I don’t say the rest, some words simply too painful to utter—I don’t know when we’ll return.

Tears well in her eyes. “Elisa.”

I swallow. “We can’t stay.”

She nods, her knuckles white as she clutches the lapel of her robe. Everyone knows what happened to our brother now.

“I’m not entirely surprised. You certainly aren’t the only ones.”

“Your parents?” I ask.

Ana shakes her head. “They want to wait, see what happens in the next few months.”

I can’t blame them for that. It’s hard to leave everything behind you, not knowing what will greet you when you return.

“I will miss you,” she says.

My throat is hoarse. “I will miss you, too.”

She hugs me, and the familiarity of it is both a balm and salt in an open wound. This is home. How can I leave?

Ana releases me, and I wipe away the tears that have fallen on my cheeks. Her gaze sweeps over the box behind me, the makeshift shovel I stole from my mother’s flatware collection. This isn’t a wholly original idea—two hours ago I watched from my bedroom window as my father crept out in the night and buried items a hundred or so yards away from the palm tree—but it’s the best one I could come up with on such short notice.

“So what are we doing?” Ana asks, a sad smile on her face. “Digging for buried treasure?”
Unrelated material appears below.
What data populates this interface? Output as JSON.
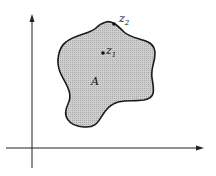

It’s exactly the sort of trouble we would have gotten into when we were younger, digging up my mother’s prized flowers and pretending we were pirates—I blame the French corsair for the inspiration.

“No, burying it.”

I pull out the box I pilfered from my father’s study—inside I have placed my most treasured possessions, my memories, the only pieces of Pablo that remain.

“If something happens, will you dig this up for me? I don’t know what else to do with it, and I don’t want anyone to find it. Can you keep an eye on it for me?”

I could give it to Ana to hold on to, but who knows where her family will end up, how the winds of change will eventually affect them, too. If the madness of this revolution has taught me anything it is that the affairs of men are impossible to predict; I prefer to rely on the constancy of the earth beneath our feet. It doesn’t care whose blood spills onto its soil or whose boots march upon its grass—it is Cuba, impervious to those who profess to control it. The earth cares nothing about revolutions.

“Of course,” she replies.

Ana grabs one of the instruments, a laugh escaping from her lips. “This is one of your mother’s serving spoons, isn’t it?”

“It is.”

I almost laugh at the absurdity of it. Two Havana debutantes in our robes, using my mother’s finest silverware to dig in the dirt in our backyard. And at the moment, I can’t think of a better use for it. This seems to be a year for the tragic and the absurd.

We speak in quiet voices as we dig, the roar of the ocean drowning out our words. We speak as only lifelong friends can, carving out a moment of peace in these fragile times—

I am forever fortunate for the corsair’s decision to build his home on this street, on this block where one day a rum scion would do the same, providing me with another sister.